Wait, When Did Food Get So Cool?

Wait, When Did Food Get So Cool?

Welcome to Bon Appétit's first-ever Culture Issue! All month long we'll be bringing you stories from the intersection of food and music and entertainment and politics and more.

Five years ago, when we relaunched Bon Appétit, we wanted to put together a food magazine that was about more than just what’s for dinner.

Why? Because something was starting to happen. Food was becoming a thing. It wasn’t just for certified foodies anymore—everybody was getting into it.

So we built a staff of editors with a range of backgrounds. Executive editor Christine Muhlke, who’s absurdly knowledgeable about both food and fashion, came from T: The New York Times Style Magazine. Our visually gifted creative director, Alex Grossman, arrived from a high-gloss branding agency. And while Andrew Knowlton remains our longest-tenured staffer, he is someone who’s just as likely to go on about his annual list of our best new restaurants as he is his latest Grateful Dead download (current favorite: Live at Fillmore East—2/13/70).

The reality is, we as a nation of eaters have evolved. We’ve transitioned away from a world of food TV and celebrity chefs—where you had to be a card-carrying foodie to talk about food with any authority—to one where everyone has a stake in the game. Food has gone wide—it has become, of all things, cool.

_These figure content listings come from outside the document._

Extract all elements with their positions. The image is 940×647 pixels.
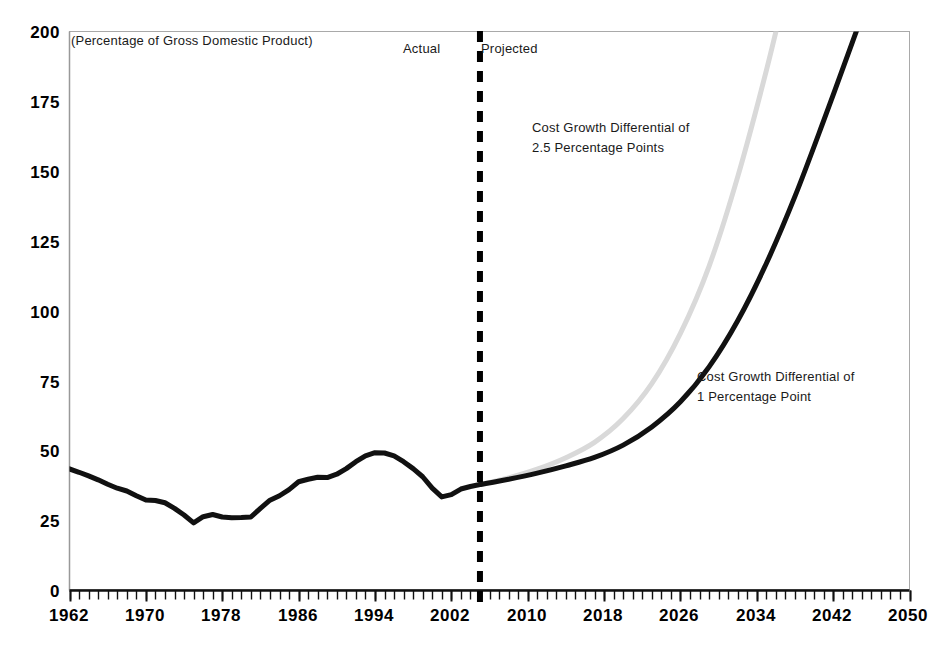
x-tick-label-2034: 2034 — [716, 607, 796, 624]
y-tick-label-25: 25 — [4, 513, 60, 530]
x-axis-ticks — [71, 591, 911, 600]
x-tick-label-1962: 1962 — [29, 607, 109, 624]
y-tick-label-100: 100 — [4, 304, 60, 321]
x-tick-label-1994: 1994 — [334, 607, 414, 624]
y-tick-label-50: 50 — [4, 443, 60, 460]
x-tick-label-2050: 2050 — [868, 607, 940, 624]
projected-region-label: Projected — [481, 39, 538, 59]
x-tick-label-2002: 2002 — [410, 607, 490, 624]
x-tick-label-2042: 2042 — [792, 607, 872, 624]
y-tick-label-125: 125 — [4, 234, 60, 251]
x-tick-label-1978: 1978 — [181, 607, 261, 624]
chart-container: 200 175 150 125 100 75 50 25 0 1962 1970… — [0, 0, 940, 647]
chart-canvas — [0, 0, 940, 647]
x-tick-label-1986: 1986 — [258, 607, 338, 624]
annotation-line-1: Cost Growth Differential of — [697, 367, 855, 387]
y-tick-label-0: 0 — [4, 583, 60, 600]
y-tick-label-200: 200 — [4, 24, 60, 41]
annotation-line-2: 2.5 Percentage Points — [532, 138, 690, 158]
y-tick-label-75: 75 — [4, 374, 60, 391]
series-annotation-1-point: Cost Growth Differential of 1 Percentage… — [697, 367, 855, 407]
y-tick-label-175: 175 — [4, 94, 60, 111]
chart-subtitle: (Percentage of Gross Domestic Product) — [71, 31, 313, 51]
y-tick-label-150: 150 — [4, 164, 60, 181]
x-tick-label-2010: 2010 — [487, 607, 567, 624]
annotation-line-1: Cost Growth Differential of — [532, 118, 690, 138]
x-tick-label-2026: 2026 — [639, 607, 719, 624]
annotation-line-2: 1 Percentage Point — [697, 387, 855, 407]
plot-frame — [70, 32, 910, 590]
x-tick-label-2018: 2018 — [563, 607, 643, 624]
series-annotation-2-5-points: Cost Growth Differential of 2.5 Percenta… — [532, 118, 690, 158]
x-tick-label-1970: 1970 — [105, 607, 185, 624]
actual-region-label: Actual — [403, 39, 440, 59]
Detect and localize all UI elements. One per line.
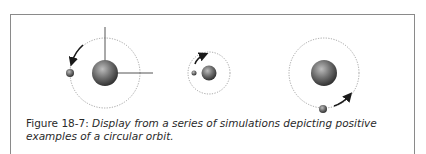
orbiting-planet bbox=[319, 105, 327, 113]
figure-label: Figure 18-7: bbox=[26, 117, 89, 129]
orbiting-planet bbox=[192, 71, 197, 76]
central-star bbox=[202, 66, 217, 81]
simulation-panel-1 bbox=[66, 27, 153, 108]
direction-arrow-icon bbox=[334, 96, 349, 106]
figure-caption: Figure 18-7: Display from a series of si… bbox=[26, 117, 406, 143]
central-star bbox=[92, 60, 118, 86]
simulation-panel-3 bbox=[289, 38, 359, 113]
central-star bbox=[311, 60, 337, 86]
direction-arrow-icon bbox=[72, 45, 83, 62]
simulation-panel-2 bbox=[188, 52, 230, 94]
direction-arrow-icon bbox=[195, 55, 204, 64]
orbiting-planet bbox=[66, 69, 74, 77]
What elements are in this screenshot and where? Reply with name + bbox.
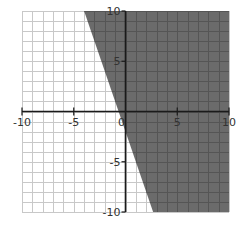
y-tick-label: -10: [103, 206, 121, 219]
x-tick-label: -5: [68, 116, 79, 129]
x-tick-label: 0: [118, 116, 125, 129]
y-tick-label: 10: [107, 5, 121, 18]
y-tick-label: -5: [110, 156, 121, 169]
x-tick-label: 10: [222, 116, 236, 129]
x-tick-label: 5: [174, 116, 181, 129]
inequality-graph: -10-50510105-5-10: [0, 0, 251, 227]
x-tick-label: -10: [13, 116, 31, 129]
y-tick-label: 5: [114, 55, 121, 68]
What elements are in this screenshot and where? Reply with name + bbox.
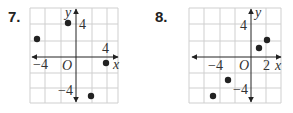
y-label-8: y [253, 5, 262, 20]
plot-7: −4 4 4 −4 O x y [30, 5, 120, 103]
origin-8: O [239, 58, 249, 73]
coordinate-planes: −4 4 4 −4 O x y [0, 0, 293, 113]
x-tick-neg-8: −4 [208, 58, 223, 73]
point [256, 45, 262, 51]
x-label-8: x [274, 58, 282, 73]
y-label-7: y [63, 5, 72, 20]
point [34, 36, 40, 42]
origin-7: O [62, 58, 72, 73]
y-tick-neg-8: −4 [233, 82, 248, 97]
y-tick-pos-8: 4 [240, 18, 247, 33]
x-tick-pos-7: 4 [102, 41, 109, 56]
plot-8: −4 2 4 −4 O x y [189, 5, 282, 103]
point [264, 37, 270, 43]
x-tick-neg-7: −4 [33, 57, 48, 72]
x-label-7: x [112, 57, 120, 72]
point [210, 93, 216, 99]
y-tick-neg-7: −4 [58, 83, 73, 98]
point [88, 93, 94, 99]
y-tick-pos-7: 4 [79, 17, 86, 32]
point [65, 20, 71, 26]
point [225, 77, 231, 83]
point [103, 60, 109, 66]
x-tick-pos-8: 2 [263, 58, 270, 73]
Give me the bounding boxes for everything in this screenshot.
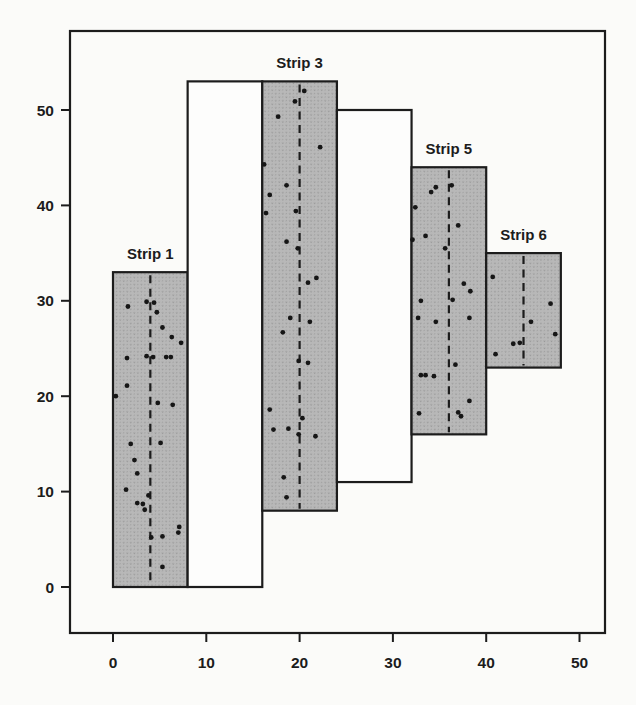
data-point xyxy=(490,275,495,280)
strip-5-group: Strip 5 xyxy=(410,140,486,434)
data-point xyxy=(169,335,174,340)
data-point xyxy=(429,190,434,195)
data-point xyxy=(417,411,422,416)
data-point xyxy=(154,310,159,315)
data-point xyxy=(423,234,428,239)
y-tick-label-10: 10 xyxy=(37,483,54,500)
data-point xyxy=(493,352,498,357)
data-point xyxy=(177,524,182,529)
data-point xyxy=(284,495,289,500)
data-point xyxy=(306,360,311,365)
data-point xyxy=(296,432,301,437)
data-point xyxy=(307,319,312,324)
y-tick-label-0: 0 xyxy=(45,579,54,596)
data-point xyxy=(517,340,522,345)
data-point xyxy=(300,416,305,421)
x-tick-label-30: 30 xyxy=(384,654,401,671)
data-point xyxy=(267,407,272,412)
data-point xyxy=(296,359,301,364)
data-point xyxy=(267,193,272,198)
data-point xyxy=(511,341,516,346)
data-point xyxy=(113,394,118,399)
data-point xyxy=(144,299,149,304)
data-point xyxy=(155,400,160,405)
data-point xyxy=(418,298,423,303)
data-point xyxy=(176,530,181,535)
data-point xyxy=(433,185,438,190)
data-point xyxy=(126,304,131,309)
x-tick-label-0: 0 xyxy=(109,654,118,671)
data-point xyxy=(467,316,472,321)
strip-3-group: Strip 3 xyxy=(262,54,337,510)
strip-6-label: Strip 6 xyxy=(500,226,547,243)
data-point xyxy=(529,319,534,324)
data-point xyxy=(295,246,300,251)
data-point xyxy=(302,89,307,94)
data-point xyxy=(146,493,151,498)
data-point xyxy=(468,289,473,294)
data-point xyxy=(453,362,458,367)
data-point xyxy=(170,402,175,407)
data-point xyxy=(276,114,281,119)
strip-2-unsampled-rect xyxy=(188,81,263,587)
data-point xyxy=(293,99,298,104)
data-point xyxy=(432,374,437,379)
data-point xyxy=(443,246,448,251)
data-point xyxy=(418,373,423,378)
data-point xyxy=(314,276,319,281)
data-point xyxy=(450,297,455,302)
data-point xyxy=(456,223,461,228)
data-point xyxy=(151,355,156,360)
data-point xyxy=(467,399,472,404)
data-point xyxy=(449,183,454,188)
data-point xyxy=(179,340,184,345)
data-point xyxy=(144,354,149,359)
strip-plot-canvas: Strip 1Strip 3Strip 5Strip 6010203040500… xyxy=(0,0,636,705)
data-point xyxy=(313,434,318,439)
data-point xyxy=(158,441,163,446)
data-point xyxy=(152,300,157,305)
data-point xyxy=(423,373,428,378)
data-point xyxy=(306,280,311,285)
data-point xyxy=(164,355,169,360)
data-point xyxy=(149,535,154,540)
strip-transect-figure: Strip 1Strip 3Strip 5Strip 6010203040500… xyxy=(0,0,636,705)
x-tick-label-10: 10 xyxy=(198,654,215,671)
data-point xyxy=(416,316,421,321)
strip-4-unsampled-rect xyxy=(337,110,412,482)
data-point xyxy=(281,475,286,480)
data-point xyxy=(160,534,165,539)
strip-1-label: Strip 1 xyxy=(127,245,174,262)
data-point xyxy=(160,325,165,330)
data-point xyxy=(553,332,558,337)
data-point xyxy=(125,383,130,388)
y-tick-label-20: 20 xyxy=(37,388,54,405)
data-point xyxy=(548,301,553,306)
data-point xyxy=(142,507,147,512)
data-point xyxy=(135,501,140,506)
data-point xyxy=(456,410,461,415)
data-point xyxy=(284,183,289,188)
data-point xyxy=(140,502,145,507)
data-point xyxy=(160,565,165,570)
data-point xyxy=(410,237,415,242)
data-point xyxy=(293,209,298,214)
data-point xyxy=(286,426,291,431)
y-tick-label-50: 50 xyxy=(37,102,54,119)
data-point xyxy=(271,427,276,432)
data-point xyxy=(284,239,289,244)
data-point xyxy=(413,205,418,210)
data-point xyxy=(128,442,133,447)
strip-5-label: Strip 5 xyxy=(426,140,473,157)
y-tick-label-30: 30 xyxy=(37,292,54,309)
data-point xyxy=(168,355,173,360)
y-tick-label-40: 40 xyxy=(37,197,54,214)
data-point xyxy=(262,162,267,167)
x-tick-label-20: 20 xyxy=(291,654,308,671)
data-point xyxy=(459,414,464,419)
data-point xyxy=(318,145,323,150)
strip-1-group: Strip 1 xyxy=(113,245,188,587)
data-point xyxy=(461,281,466,286)
data-point xyxy=(433,319,438,324)
strip-3-label: Strip 3 xyxy=(276,54,323,71)
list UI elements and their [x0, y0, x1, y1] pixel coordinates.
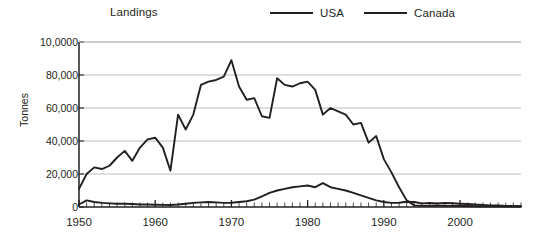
chart-plot-area [0, 0, 547, 242]
chart-figure: Landings USA Canada Tonnes 10,000080,000… [0, 0, 547, 242]
data-line-canada [79, 60, 521, 206]
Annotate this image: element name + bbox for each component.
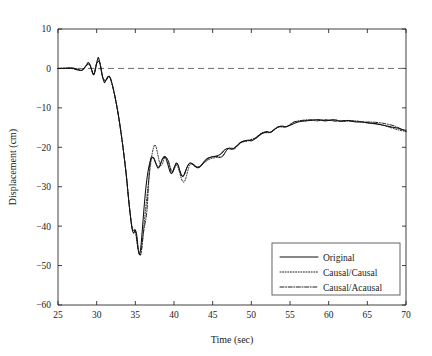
y-tick-label: −50 xyxy=(36,261,51,271)
y-tick-label: −20 xyxy=(36,143,51,153)
chart-figure: 25303540455055606570 −60−50−40−30−20−100… xyxy=(0,0,432,356)
x-tick-label: 55 xyxy=(285,310,295,320)
y-tick-label: −40 xyxy=(36,222,51,232)
legend-label: Original xyxy=(323,253,355,263)
y-tick-label: 10 xyxy=(42,24,52,34)
displacement-time-plot: 25303540455055606570 −60−50−40−30−20−100… xyxy=(0,0,432,356)
x-tick-label: 50 xyxy=(247,310,257,320)
y-tick-label: −10 xyxy=(36,103,51,113)
x-tick-label: 60 xyxy=(324,310,334,320)
y-tick-label: −30 xyxy=(36,182,51,192)
legend-label: Causal/Causal xyxy=(323,268,378,278)
y-tick-label: 0 xyxy=(46,64,51,74)
y-tick-label: −60 xyxy=(36,300,51,310)
legend-label: Causal/Acausal xyxy=(323,283,382,293)
y-axis-title: Displacement (cm) xyxy=(7,129,19,205)
x-tick-label: 40 xyxy=(169,310,179,320)
x-tick-label: 45 xyxy=(208,310,218,320)
x-axis-title: Time (sec) xyxy=(211,334,254,346)
x-tick-label: 35 xyxy=(131,310,141,320)
x-tick-label: 25 xyxy=(53,310,63,320)
x-tick-label: 70 xyxy=(401,310,411,320)
x-tick-label: 30 xyxy=(92,310,102,320)
legend: OriginalCausal/CausalCausal/Acausal xyxy=(272,243,400,295)
x-tick-label: 65 xyxy=(363,310,373,320)
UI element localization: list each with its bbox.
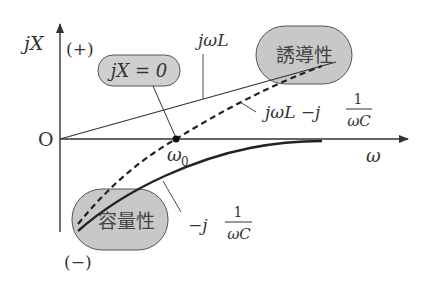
total-label-num: 1 (354, 91, 363, 107)
reactance-diagram: 誘導性 容量性 jX = 0 jX (+) (−) O ω jωL jωL −j… (0, 0, 422, 286)
total-leader (240, 102, 256, 112)
x-axis-label: ω (366, 145, 381, 166)
resonance-dot (173, 136, 180, 143)
capacitive-label-den: ωC (227, 225, 251, 243)
inductive-region-label: 誘導性 (276, 44, 333, 66)
resonance-subscript: 0 (181, 155, 189, 169)
capacitive-region: 容量性 (72, 189, 168, 250)
capacitive-label-num: 1 (234, 204, 243, 220)
resonance-label: ω (167, 144, 182, 165)
capacitive-label-prefix: −j (188, 215, 208, 235)
inductive-region: 誘導性 (256, 26, 352, 84)
total-label-main: jωL −j (261, 102, 321, 122)
resonance-point: ω 0 (167, 136, 189, 170)
capacitive-region-label: 容量性 (98, 210, 155, 232)
inductive-label: jωL (194, 30, 228, 50)
origin-label: O (38, 128, 54, 150)
negative-label: (−) (64, 252, 92, 272)
positive-label: (+) (66, 39, 94, 59)
total-label-den: ωC (347, 112, 371, 130)
y-axis-label: jX (20, 32, 45, 54)
resonance-callout-text: jX = 0 (107, 60, 167, 81)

Which is how we have arrived here, at our first-ever Culture Issue. On the following pages, we tap into the intersection of food and music and entertainment and politics and more. We poke just a bit of fun at how obsessed millennials are with eating (can you imagine saving up your hard-earned drinking money when you were 23 to go to a Scandinavian pop-up dinner?). And we break down the finer points of Instagramming (natural light only! directly overhead preferred!). Because if you don’t snap and share a photo of your meal, it never happened, right?

And while this new generation still loves Martha and Ina, we now have a roster of food fans out there to call our own—­musicians like Beyoncé (with her Yale-lettered kale sweatshirt) and ­Questlove, whose book Something to Food About: Exploring Creativity with Innovative Chefs hits stores next month. Even our president has gotten in on the fervor, joining the throngs lined up outside Rose’s Luxury for D.C.’s finest meal (okay, maybe he’s the one person who was allowed to cut the legendary line).

The fact is, food culture isn’t niche anymore. And as it has changed, Bon Appétit has changed with it. Nowadays, everyone is invited to the table, and we love that. It makes for a far more interesting dinner table conversation and, I like to think, a far more dynamic magazine.